Missing features and their effects

Item Significance
RCD Protection A functional and regularly tested RCD will massively reduce the likelihood of being injured by an electrical shock. Modern installations will usually protect all circuits with several RCDs.
Equipotential Bonding Equipotential bonding is used to limit the voltage that one is able to indirectly come into contact with during fault conditions. It is of particular importance in areas where people are particularly vulnerable to electrical shock injury, such as bath and shower rooms. Bonding also helps mitigate the risks of conductive parts of a house's structure (such as its pipework) from projecting the effects of a fault from one room into another. Lastly, bonding will help minimise the risk that a fault in the earth connection itself supplied to the property does not manifest as a dangerous situation in the property itself.
Adequate circuit separation and discrimination Lack of adequately separated circuits, may mean that faults cause more inconvenience and consequential risks (e.g. trips and falls in the dark) than they would with a modern installation. For example and old installation may only have one lighting circuit, and hence a blown fuse will mean no lights anywhere.
Adequate power and lighting points Older installs rarely have enough power sockets for modern patterns of use. They also encourage multiple extensions of existing circuits (with varying degrees of workmanship and design care).
Modern MCBs Modern MCBs offer simpler detection and resetting of tripped circuits.

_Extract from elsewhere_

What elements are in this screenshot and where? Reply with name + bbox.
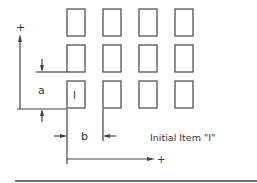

They are also not open to abuse in the way that re-wireable fuses are (you can't "repair" a circuit that is repeatedly tripping due to a fault with tinfoil!) Notw however that MCBs can also introduce new problems, since they are more sensitive to short term overloads, which can result on nuisance trips when tungsten filament lamps fail.
Expansion Capacity Often old fuse boxes will have no spare ways. This makes adding new circuit in a sensible and well partitioned way more difficult and expensive.